The Government Accountability Office (GAO) is warning that the U.S. government hasn’t lived up to promises to protect the privacy of Medicare patients who use the federal government’s Prescription Drug Benefit and not following through on promises to audit organizations that store patient health information.
The report, “Prescription Drug Data: HHS Has Issued Health Privacy and Security Regulations But Needs To Improve Guidance and Oversight” (GAO-12-605) was released on Friday. It found that the U.S. federal government’s Department of Health and Human Services (HHS) has failed to provide guidance to health care providers on how they can protect the privacy and security of Medicare beneficiaries’ protected health information (PHI). HHS is also shirking a requirement of the Health Insurance Portability and Accountability Act (HIPAA) that requires regular audits of organizations’ compliance with HIPAA’s Privacy and Security rules, the report says.
The GAO audit was mandated by the Patients and Providers Act of 2008, which instructed the agency to report on prescription drug use data protections. As part of its report, GAO surveyed HHS’s system for ensuring the privacy and security of Medicare beneficiaries’ protected health information, such as their use of prescription drugs under the Medicare Prescription Drug Benefit, when that data is used for purposes other than direct clinical care.
The Patients and Providers Act, which Congress passed over a veto by then-President George W. Bush, improves Medicare beneficiaries’ access to preventive and mental health services and expands benefit programs for low-income and rural Medicare recipients.
HHS’s Office for Civil Rights (OCR) has done a good job issuing regulations governing the protection of patient data and making covered entities aware of those rules. However, enforcement of those regulations is another matter entirely. GAO found that HHS hasn’t yet issued implementation guidance to assist entities that must abide by HIPAA and the Patients and Providers Act of 2008 in de-identifying personal health information, as required by HIPAA.
De-identifying refers to the process of making it impossible to connect data to an individual. For example, organizations could simply remove unique identifiers in the data or prove, via statistical methods, that the risk is very small that an individual could be identified. HHS was required by law to provide specific guidance on de-identifying data by February 2010, but has repeatedly delayed issuing the guidance, citing competing priorities for resources and internal reviews.
GAO found that HHS is balking on requirements that it conduct regular audits of covered entities’ compliance with HIPAA’s Security and Privacy rules. The agency was required by law to implement “periodic compliance audits” of covered entities in the absence of specific data breach incidents. HHS’s Office of Civil Rights has piloted a program for doing such audits but says it doesn’t plan to create a “sustained audit capability” for covered entities or their business associates.
“Without a plan for establishing an ongoing audit capability, OCR will have limited assurance that covered entities and business associates are complying with requirements for protecting the privacy and security of individuals’ personal health information,” GAO wrote.
HIPAA became law in 1996. However, the law’s Security and Privacy provisions became law seven years later, with many providers exempt until 2005. Enforcement of civil penalties for violators of the law’s Security and Privacy provisions have appeared only in the last year – fully eight years later. In February 2011, HHS fined a Maryland health care provider Cignet Health Care $4.3 million for failing to provide 41 patients with copies of their medical records and failing to respond to requests from HHS’s Office of Civil Rights for information related to the complaints. In March, 2012, HHS fined BlueCross BlueShield of Tennessee $1.5m for a 2009 data breach affecting around one million BlueCross BlueShield customers in that state.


PROBLEM TO SOLVE. Copy out each line of the data that includes the string "High".

RECORDS FOR THIS EXERCISE.
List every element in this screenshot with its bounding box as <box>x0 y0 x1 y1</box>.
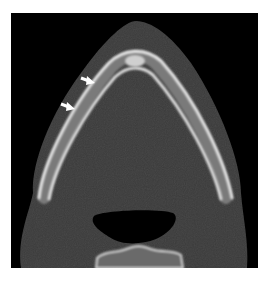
ct-image <box>11 13 258 268</box>
symphysis <box>125 55 145 67</box>
ct-scan-figure <box>11 13 258 268</box>
caption-strip <box>11 271 258 279</box>
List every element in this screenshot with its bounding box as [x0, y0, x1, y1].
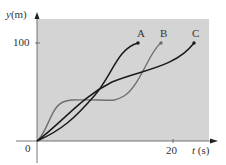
- position-time-chart: [0, 0, 226, 165]
- y-axis-arrow-icon: [35, 12, 40, 19]
- xtick-label-20: 20: [166, 145, 177, 156]
- y-axis-label: y(m): [6, 9, 27, 20]
- x-axis-var: t: [192, 144, 195, 156]
- curve-b-label: B: [160, 28, 167, 39]
- plot-area: [37, 19, 209, 141]
- curve-c-label: C: [192, 28, 199, 39]
- x-axis-unit: (s): [198, 144, 210, 156]
- curve-b-endpoint: [159, 41, 162, 44]
- y-axis-unit: (m): [11, 8, 27, 20]
- curve-a-endpoint: [136, 41, 139, 44]
- x-axis-label: t (s): [192, 145, 209, 156]
- curve-c-endpoint: [192, 41, 195, 44]
- ytick-label-100: 100: [13, 37, 30, 48]
- origin-label: 0: [25, 143, 31, 154]
- curve-a-label: A: [137, 28, 145, 39]
- x-axis-arrow-icon: [210, 139, 218, 144]
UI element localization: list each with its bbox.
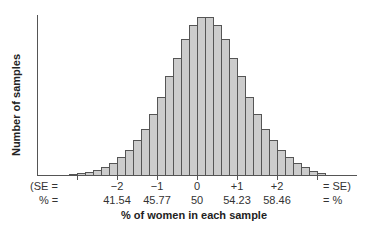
histogram-bar: [286, 158, 294, 176]
histogram-bar: [158, 98, 166, 176]
pct-row-label-right: = %: [323, 194, 342, 206]
histogram-bar: [118, 158, 126, 176]
pct-tick-label: 50: [191, 194, 203, 206]
se-tick-label: 0: [194, 180, 200, 192]
se-tick-label: +1: [231, 180, 244, 192]
histogram-bar: [262, 130, 270, 176]
pct-tick-label: 58.46: [263, 194, 291, 206]
se-row-label-left: (SE =: [30, 180, 58, 192]
histogram-bar: [270, 141, 278, 176]
y-axis-label-text: Number of samples: [10, 54, 22, 156]
histogram-bar: [126, 151, 134, 176]
histogram-bar: [310, 172, 318, 176]
histogram-bar: [150, 115, 158, 176]
histogram-bar: [198, 18, 206, 176]
pct-tick-label: 54.23: [223, 194, 251, 206]
histogram-bar: [94, 171, 102, 176]
histogram-bar: [238, 77, 246, 176]
pct-tick-label: 45.77: [143, 194, 171, 206]
histogram-bar: [302, 168, 310, 176]
histogram-bar: [134, 141, 142, 176]
se-tick-label: −1: [151, 180, 164, 192]
histogram-bar: [110, 164, 118, 176]
pct-row-label-left: % =: [39, 194, 58, 206]
histogram-bar: [174, 59, 182, 176]
se-tick-label: +2: [271, 180, 284, 192]
y-axis-label: Number of samples: [6, 40, 26, 170]
se-row-label-right: = SE): [323, 180, 351, 192]
histogram-bar: [142, 130, 150, 176]
histogram-bar: [294, 164, 302, 176]
histogram-bar: [246, 98, 254, 176]
histogram-bar: [278, 151, 286, 176]
histogram-bar: [230, 59, 238, 176]
histogram-chart: Number of samples (SE = % = = SE) = % −2…: [0, 0, 372, 235]
x-axis-label: % of women in each sample: [0, 209, 372, 221]
histogram-bar: [254, 115, 262, 176]
histogram-bar: [222, 40, 230, 176]
histogram-bar: [102, 168, 110, 176]
pct-tick-label: 41.54: [103, 194, 131, 206]
se-tick-label: −2: [111, 180, 124, 192]
histogram-bar: [166, 77, 174, 176]
histogram-bar: [206, 18, 214, 176]
histogram-bar: [190, 26, 198, 176]
histogram-bar: [182, 40, 190, 176]
histogram-bar: [214, 26, 222, 176]
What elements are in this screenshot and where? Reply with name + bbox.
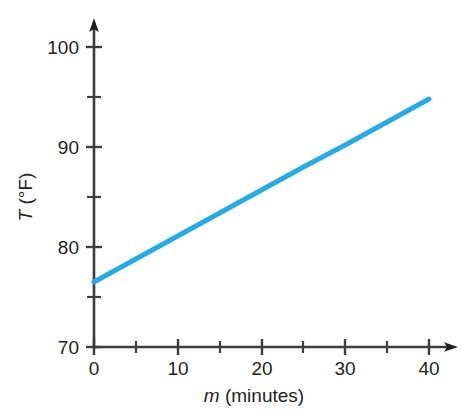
y-tick-label-70: 70 <box>58 337 79 358</box>
x-tick-label-20: 20 <box>251 358 272 379</box>
y-tick-label-100: 100 <box>47 37 79 58</box>
x-tick-label-30: 30 <box>334 358 355 379</box>
line-chart-plot: 100 90 80 70 T (°F) <box>0 0 471 416</box>
x-axis-title: m (minutes) <box>204 385 304 406</box>
chart-figure: 100 90 80 70 T (°F) <box>0 0 471 416</box>
x-tick-label-40: 40 <box>418 358 439 379</box>
y-axis-title: T (°F) <box>15 173 36 222</box>
x-axis-title-variable: m <box>204 385 220 406</box>
x-axis-title-unit: (minutes) <box>220 385 304 406</box>
x-tick-label-10: 10 <box>167 358 188 379</box>
y-tick-label-80: 80 <box>58 237 79 258</box>
y-axis-title-unit: (°F) <box>15 173 36 210</box>
y-tick-label-90: 90 <box>58 137 79 158</box>
x-tick-label-0: 0 <box>89 358 100 379</box>
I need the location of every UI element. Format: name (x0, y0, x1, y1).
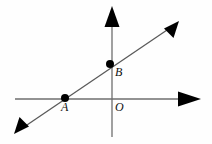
line-ab-group (14, 21, 179, 134)
point-b-label: B (115, 66, 122, 78)
line-ab-arrowhead-upper-right-icon (164, 21, 179, 38)
x-axis-group (15, 92, 201, 107)
figure-canvas (0, 0, 212, 144)
point-b-dot (106, 60, 114, 68)
line-ab-arrowhead-lower-left-icon (14, 117, 29, 134)
origin-label: O (115, 101, 124, 113)
line-ab-segment (24, 28, 170, 127)
y-axis-arrowhead-icon (105, 6, 120, 27)
x-axis-arrowhead-icon (178, 92, 201, 107)
point-a-label: A (61, 101, 68, 113)
geometry-figure: A B O (0, 0, 212, 144)
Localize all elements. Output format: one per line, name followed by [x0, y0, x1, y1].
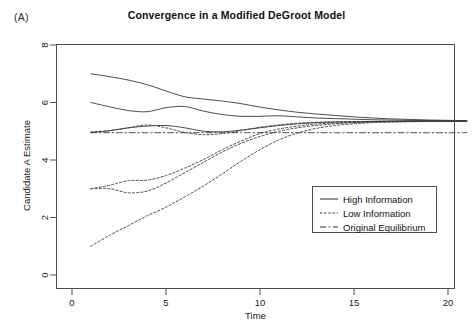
chart-title: Convergence in a Modified DeGroot Model	[0, 9, 473, 21]
legend-label: High Information	[343, 194, 413, 205]
series-line	[91, 121, 467, 193]
x-tick-label: 15	[349, 297, 360, 308]
y-tick-label: 6	[39, 100, 50, 105]
y-tick-label: 8	[39, 42, 50, 47]
y-tick-label: 0	[39, 272, 50, 277]
plot-frame	[57, 45, 455, 289]
y-tick-label: 2	[39, 215, 50, 220]
legend-label: Low Information	[343, 208, 411, 219]
series-line	[91, 103, 467, 121]
y-axis-label: Candidate A Estimate	[21, 96, 32, 236]
line-chart-plot: 0510152002468 High InformationLow Inform…	[0, 0, 473, 335]
series-line	[91, 74, 467, 121]
x-axis-label: Time	[56, 310, 455, 321]
legend-label: Original Equilibrium	[343, 222, 425, 233]
x-tick-label: 0	[69, 297, 74, 308]
x-tick-label: 5	[163, 297, 168, 308]
chart-legend: High InformationLow InformationOriginal …	[313, 187, 437, 233]
axis-ticks: 0510152002468	[39, 42, 454, 308]
x-tick-label: 10	[255, 297, 266, 308]
x-tick-label: 20	[443, 297, 454, 308]
figure-container: (A) Convergence in a Modified DeGroot Mo…	[0, 0, 473, 335]
y-tick-label: 4	[39, 157, 50, 162]
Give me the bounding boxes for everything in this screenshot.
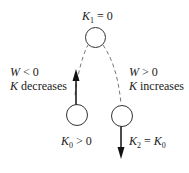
left-note-line2: K decreases: [9, 79, 67, 93]
right-note-line1: W > 0: [129, 65, 158, 79]
up-arrow-head: [73, 69, 80, 81]
right-node-label: K2 = K0: [128, 134, 166, 150]
down-arrow-head: [118, 147, 125, 159]
right-note-line2: K increases: [128, 79, 184, 93]
dashed-trajectory: [75, 45, 88, 95]
node-right: [112, 106, 133, 127]
node-top: [86, 28, 106, 48]
top-label: K1 = 0: [81, 9, 113, 25]
left-note-line1: W < 0: [10, 65, 39, 79]
left-node-label: K0 > 0: [60, 134, 92, 150]
diagram-canvas: K1 = 0 W < 0 K decreases W > 0 K increas…: [0, 0, 189, 173]
dashed-trajectory-right: [103, 45, 121, 104]
node-left: [67, 105, 88, 126]
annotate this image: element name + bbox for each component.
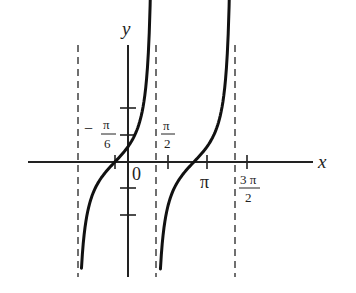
svg-text:6: 6: [104, 136, 111, 151]
svg-text:3 π: 3 π: [240, 172, 257, 187]
svg-text:2: 2: [245, 190, 252, 205]
tick-label-neg-pi-6: − π 6: [84, 117, 116, 151]
svg-text:π: π: [103, 117, 110, 132]
tick-label-pi-2: π 2: [161, 118, 175, 151]
svg-text:π: π: [163, 118, 170, 133]
origin-label: 0: [132, 164, 141, 184]
tangent-graph: y x 0 − π 6 π 2 π 3 π 2: [0, 0, 356, 293]
tick-label-pi: π: [200, 172, 209, 192]
tick-label-3pi-2: 3 π 2: [239, 172, 260, 205]
x-axis-label: x: [317, 151, 327, 172]
svg-text:2: 2: [164, 136, 171, 151]
y-axis-label: y: [120, 18, 131, 39]
svg-text:−: −: [84, 120, 93, 137]
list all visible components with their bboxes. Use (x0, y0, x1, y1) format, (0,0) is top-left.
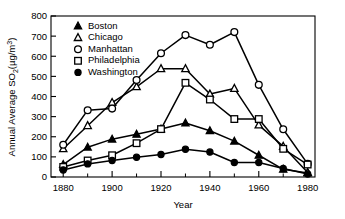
data-point-washington-1930 (182, 146, 188, 152)
y-tick-label-700: 700 (31, 31, 47, 42)
data-point-washington-1910 (133, 154, 139, 160)
data-point-washington-1970 (280, 165, 286, 171)
legend-marker-manhattan (75, 46, 82, 53)
data-point-manhattan-1890 (84, 107, 91, 114)
y-tick-label-0: 0 (42, 171, 47, 182)
data-point-manhattan-1880 (60, 141, 67, 148)
so2-line-chart-figure: 0100200300400500600700800 18801900192019… (0, 0, 345, 219)
data-point-washington-1890 (85, 161, 91, 167)
chart-canvas: 0100200300400500600700800 18801900192019… (0, 0, 345, 219)
legend-label-chicago: Chicago (88, 31, 123, 42)
x-tick-label-1900: 1900 (102, 182, 123, 193)
data-point-washington-1920 (158, 151, 164, 157)
data-point-philadelphia-1970 (280, 146, 287, 153)
data-point-philadelphia-1960 (255, 116, 262, 123)
data-point-philadelphia-1940 (207, 96, 214, 103)
data-point-washington-1940 (207, 149, 213, 155)
y-axis-title-unit-open: (µg/m (6, 45, 17, 70)
y-axis-title: Annual Average SO2(µg/m3) (6, 38, 19, 157)
legend-label-boston: Boston (88, 20, 118, 31)
y-tick-label-800: 800 (31, 10, 47, 21)
y-axis-title-unit-close: ) (6, 38, 17, 41)
y-tick-label-500: 500 (31, 71, 47, 82)
data-point-philadelphia-1980 (304, 161, 311, 168)
data-point-washington-1980 (305, 171, 311, 177)
data-point-philadelphia-1910 (133, 140, 140, 147)
data-point-manhattan-1960 (255, 81, 262, 88)
data-point-manhattan-1940 (206, 41, 213, 48)
y-axis-ticks: 0100200300400500600700800 (31, 10, 56, 182)
y-axis-title-main: Annual Average SO (6, 73, 17, 156)
data-point-washington-1900 (109, 157, 115, 163)
legend-label-philadelphia: Philadelphia (88, 54, 140, 65)
data-point-washington-1960 (256, 159, 262, 165)
x-axis-title: Year (173, 199, 192, 210)
y-tick-label-300: 300 (31, 111, 47, 122)
svg-text:Annual Average SO2(µg/m3): Annual Average SO2(µg/m3) (6, 38, 19, 157)
y-tick-label-600: 600 (31, 51, 47, 62)
x-tick-label-1880: 1880 (53, 182, 74, 193)
data-point-manhattan-1930 (182, 32, 189, 39)
data-point-manhattan-1910 (133, 77, 140, 84)
legend-label-manhattan: Manhattan (88, 43, 133, 54)
x-tick-label-1980: 1980 (297, 182, 318, 193)
y-tick-label-400: 400 (31, 91, 47, 102)
y-tick-label-200: 200 (31, 131, 47, 142)
data-point-manhattan-1950 (231, 29, 238, 36)
legend-marker-washington (75, 69, 81, 75)
data-point-philadelphia-1930 (182, 80, 189, 87)
x-tick-label-1920: 1920 (150, 182, 171, 193)
data-point-philadelphia-1950 (231, 116, 238, 123)
data-point-manhattan-1900 (109, 105, 116, 112)
data-point-philadelphia-1920 (158, 126, 165, 133)
data-point-washington-1950 (231, 159, 237, 165)
legend-label-washington: Washington (88, 66, 138, 77)
y-tick-label-100: 100 (31, 151, 47, 162)
data-point-manhattan-1970 (280, 126, 287, 133)
x-tick-label-1940: 1940 (199, 182, 220, 193)
x-tick-label-1960: 1960 (248, 182, 269, 193)
legend-marker-philadelphia (75, 58, 82, 65)
data-point-washington-1880 (60, 167, 66, 173)
data-point-manhattan-1920 (158, 50, 165, 57)
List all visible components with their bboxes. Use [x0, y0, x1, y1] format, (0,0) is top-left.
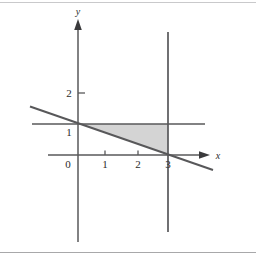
x-tick-label-0: 0: [65, 158, 71, 170]
x-axis-label: x: [215, 150, 221, 161]
y-tick-label-2: 2: [66, 87, 72, 99]
y-axis-arrowhead-icon: [74, 19, 82, 30]
x-axis-arrowhead-icon: [199, 151, 210, 159]
x-tick-label-3: 3: [165, 158, 171, 170]
y-axis-label: y: [75, 6, 81, 17]
x-tick-label-1: 1: [102, 158, 108, 170]
x-tick-label-2: 2: [135, 158, 141, 170]
y-tick-label-1: 1: [66, 126, 72, 138]
figure-container: 0 1 2 3 1 2 y x: [0, 0, 256, 261]
coordinate-plot: 0 1 2 3 1 2 y x: [0, 0, 256, 261]
diagonal-boundary-line: [30, 107, 213, 171]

OUTPUT OF THE EXERCISE.
legend-label: High Information	[343, 194, 413, 205]
line-chart-plot: 0510152002468 High InformationLow Inform…	[0, 0, 473, 335]
chart-legend: High InformationLow InformationOriginal …	[313, 187, 437, 233]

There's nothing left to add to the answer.